For minors, the garrisoning is also intolerable in terms of their right to education and free development. In the camp, they were denied adequate schooling or access to public schools until mid-February. Containers equipped with computers were made available only to the approximately 560 Ukrainian schoolchildren in November, where they could “independently participate in online home-schooling with their teachers in the UKR [Ukrainian Republic],” according to the Berlin Refugee Council in its report on the conditions in the TXL detention centre.
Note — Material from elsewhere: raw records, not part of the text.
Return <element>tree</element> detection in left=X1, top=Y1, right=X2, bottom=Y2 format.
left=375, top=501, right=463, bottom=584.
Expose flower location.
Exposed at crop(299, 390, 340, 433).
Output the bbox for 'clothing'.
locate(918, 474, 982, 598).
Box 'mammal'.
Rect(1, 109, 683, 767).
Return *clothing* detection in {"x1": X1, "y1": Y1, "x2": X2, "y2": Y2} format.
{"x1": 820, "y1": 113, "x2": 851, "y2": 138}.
In mid-February 2024, Education Senator Katharina Günther-Wünsch (Christian Democrat, CDU) boasted about the opening of the “Welcome School TXL,” where around 130 underage Ukrainians were learning German and receiving specialised lessons. A further 300 places were to be created in March 2024 and up to 700 such school places in the future.
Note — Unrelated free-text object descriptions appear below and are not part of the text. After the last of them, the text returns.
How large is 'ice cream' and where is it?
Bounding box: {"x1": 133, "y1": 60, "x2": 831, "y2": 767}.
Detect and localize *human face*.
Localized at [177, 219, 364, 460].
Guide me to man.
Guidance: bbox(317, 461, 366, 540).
In fact, the camp school “Willkommensschule TXL” epitomises the deeply racist character of the immigration policy of the state government—a coalition of the CDU and SPD.

Ibrahim Kalanan, former State Secretary for Justice, makes clear on the verfassungsblog.de website that the separate schools in emergency and collective accommodation centres were pursuing a “new segregation strategy” with the aim of using “parallel” educational institutions to exclude the “equal enjoyment of rights” by schoolchildren with a refugee background, to which non-refugee schoolchildren would be entitled. This strategy is reminiscent of the US doctrine: separate but equal, the racially motivated schooling of black and white pupils in separate schools until 1954.

Instead of expanding the capacity of public schools, funding long overdue refurbishments and new school buildings as well as affordable housing for all, the state government is pouring millions into funding temp-homes, mass accommodation and “camp schools.”

The “segregation strategy” of the CDU Education Senator and the garrisoning policy of the SPD Social Affairs Senator in Berlin are completely in line with the federal policy of hermetically sealing off the EU’s external borders.

The mass accommodation centre hit the headlines again at the beginning of March 2024: A major fire on the site once again raised awareness of the inhumane conditions refugees confront in the heart of the German capital. One of the 1,000 square metre tent halls caught fire. According to the operator, there was no serious damage to health, but the 300 or so residents from Ukraine lost their few personal belongings.

The case inevitably brings back memories of the infamous Moria mass accommodation centre on the Greek island of Lesbos. The fact that there was no catastrophe comparable to that in Moria in 2020 was partly due to the fact that the fire broke out during the day, but above all because the camp’s capacity is currently under-utilised.

Tareq Alaow, refugee policy spokesperson for Pro Asyl, emphasised: “We have repeatedly warned in the past that cramming so many people together in precarious accommodation is extremely dangerous.” Neither the Left Party (when it was in government) nor the SPD and CDU are influenced by the concerns and warnings of aid organisations and doctors.

Mayor Kai Wegner (CDU), who heads the CDU-SPD Berlin state administration, immediately announced the construction of a new large tent on the site of the burnt-down tent hall. Furthermore, at the end of March—less than two weeks after the major fire—the state government decided to expand the camp’s capacity to 7,100 places and to extend its operation up to and including 2025. The construction of further temporary accommodation and container villages is also being planned.

Mass accommodation in Germany and barbed wire, pushbacks and detention centres at Europe’s external borders—this is the far-right asylum policy of the SPD-led federal government under Chancellor Olaf Scholz, which is supported by all the state governments.